Mêdraœ and Bidziñska (2004) found that recreational males, former athletes and people who participate in aerobic exercise or sports (e.g. running, swimming, cycling) regularly engage in exercise addictive behaviours. But, the difference between commitment and addiction to exercise has been disputed.
Commitment and addiction can be differentiated through the intellectual analyse of rewards and rationales for exercise (Sachs, 1981). Sachs defined committed exercisers as driven by extrinsic rewards, have a important but not essential view and possess a low possibility of suffering withdrawal symptoms. In contrast, exercise addicts are defined as being driven by unrealistic intrinsic rewards, view exercise as central to their life and are highly likely to suffer from withdrawal symptoms.
In a study looking into the relationship between addiction and commitment to running, Szabo, Frenkl and Caputo (1997) found no such correlation and concluded that they are two independent concepts. However, there was a positive reciprocal relationship between addiction to exercise and the frequency, distance and the duration of training associated with negative addiction (Glasser, 1976). With this, Kjelsas, Augestad and Gotestam (2003) used Exercise Dependence Questionnaire (EDQ) to find a relationship between number of hours dedicated to sport and risk of addiction in females. For exercise addicts, the increased quantity of exercise heightens the perceived advantages of exercise thus causing the person to continually increase exercise tolerance (Hausenblas & Symons Downs, 2001).
The Obligatory Exercise Questionnaire (OEQ) is a well established standardised questionnaire which looks at secondary dependence (Veale, 1995) and the relationship between exercise behaviour, eating disturbance, and body image. Pasman and Thompson (1988) found that there is are significantly more eating disturbances in runners with females showing more eating psycho-pathology with a high need for perfection and control over their bodies.
Hausenblas and Symons Downs developed the Exercise Dependence Scale (EDS) which identifies individuals at risk, non dependent symptomatic, and non dependent asymptomatic through exercise withdrawal symptoms in athletes. This has been criticised for a limited concept of addiction and not differentiating primary and secondary exercise dependence.
The short form of the Exercise Addiction Inventory (EAI), similarly to the EDS, looks to distinguish between individuals at risk, moderate symptoms and no symptoms of exercise addiction based on Griffiths’ (1997) six components of addiction. The inventory addresses the athletes views on exercise behaviour such as the perceived importance, motivation and experience of benefits to exercise. Griffiths examined an amateur Jiu-Jitsu athlete with relatively stable background who suffered from exercise addiction using the six components. For the athlete, the sport slowly dominated her life and believed exercise helped her concentrate on other activities. She felt agitated when unable to exercise, her education and relationships began to deteriorate and was unable to reduce the amount of the exercise behaviour exhibited.
The first practical challenge exercise addiction presents is how to identify athletes that participate in addictive behaviours away from training and competition. To monitor athletes’ exercise habits, inventories such as the EDQ, OEQ, EDS, and EAI can be implemented regularly to track the frequency, duration, salience and feelings towards exercise.
Secondly, when an athlete is identified as having a possible exercise addiction, addressing the athlete can be a sensitive issue. For a psychologist, confidentiality and empathy is key to gaining trust from the athlete to confront their addiction. This can be difficult in younger athletes due as the parents have to be notified and educated on their excessive exercise behaviours.
Generally, regular exercisers do not voluntarily decrease or cease exercise and with injury common in sport, observing others experiencing withdrawals due to the removal of exercise can lead to the reinforcement to continue the exercise behaviour. Support staff can be also have a huge impact on the reinforcement of addictive behaviours, especially in sports like weightlifting, boxing and running. Addiction can be promoted by language that portrays the athlete as committed or a role model. To combat such reinforcement, support staff (i.e. coaches, physiotherapist) and athletes can be educated through psychotherapy on the cues to spotting exercise addiction and emphasis withdrawals are outweighed with the benefits and importance of rest and recovery.
In sports where weight is valued (i.e. boxing, weightlifting, gymnastics), athletes have a much higher possibility of having or developing secondary exercise dependence which is connected by an eating disorder. Eating disorders can be very secretive and therefore hard to identify. When recognised, it would therefore be advised to seek professional help from a clinical psychologist, but this could disturb the psychologist-athlete relationship.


- **Exercise instructions**:
Copy whichever lines of the data hold the word "JSON".

- **Supplied data**:
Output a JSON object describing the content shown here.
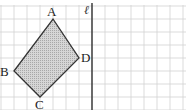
{
  "diagram": {
    "type": "grid-figure",
    "grid": {
      "cell_size_px": 13,
      "origin_x": 1,
      "origin_y": 6,
      "color": "#d2d2d2"
    },
    "line": {
      "label": "ℓ",
      "grid_col": 7,
      "color": "#333333"
    },
    "quadrilateral": {
      "fill": "#c9c9c9",
      "stroke": "#333333",
      "vertices": [
        {
          "label": "A",
          "col": 4,
          "row": 1
        },
        {
          "label": "D",
          "col": 6,
          "row": 4
        },
        {
          "label": "C",
          "col": 3,
          "row": 7
        },
        {
          "label": "B",
          "col": 1,
          "row": 5
        }
      ]
    }
  }
}
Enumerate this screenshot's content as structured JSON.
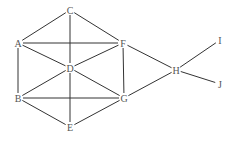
{
  "diagram": {
    "type": "undirected-graph",
    "nodes": [
      {
        "id": "A",
        "label": "A",
        "x": 18,
        "y": 43
      },
      {
        "id": "B",
        "label": "B",
        "x": 18,
        "y": 98
      },
      {
        "id": "C",
        "label": "C",
        "x": 70,
        "y": 10
      },
      {
        "id": "D",
        "label": "D",
        "x": 70,
        "y": 68
      },
      {
        "id": "E",
        "label": "E",
        "x": 70,
        "y": 127
      },
      {
        "id": "F",
        "label": "F",
        "x": 123,
        "y": 43
      },
      {
        "id": "G",
        "label": "G",
        "x": 124,
        "y": 98
      },
      {
        "id": "H",
        "label": "H",
        "x": 176,
        "y": 70
      },
      {
        "id": "I",
        "label": "I",
        "x": 220,
        "y": 40
      },
      {
        "id": "J",
        "label": "J",
        "x": 220,
        "y": 84
      }
    ],
    "edges": [
      [
        "C",
        "A"
      ],
      [
        "C",
        "F"
      ],
      [
        "C",
        "D"
      ],
      [
        "A",
        "F"
      ],
      [
        "A",
        "D"
      ],
      [
        "A",
        "B"
      ],
      [
        "D",
        "F"
      ],
      [
        "D",
        "B"
      ],
      [
        "D",
        "G"
      ],
      [
        "D",
        "E"
      ],
      [
        "F",
        "G"
      ],
      [
        "F",
        "H"
      ],
      [
        "B",
        "G"
      ],
      [
        "B",
        "E"
      ],
      [
        "E",
        "G"
      ],
      [
        "G",
        "H"
      ],
      [
        "H",
        "I"
      ],
      [
        "H",
        "J"
      ]
    ],
    "colors": {
      "edge": "#333333",
      "label": "#555555",
      "background": "#ffffff"
    }
  }
}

- **Reply to the task**:
Output a JSON object describing the content shown here.
Enumerate this screenshot's content as structured JSON.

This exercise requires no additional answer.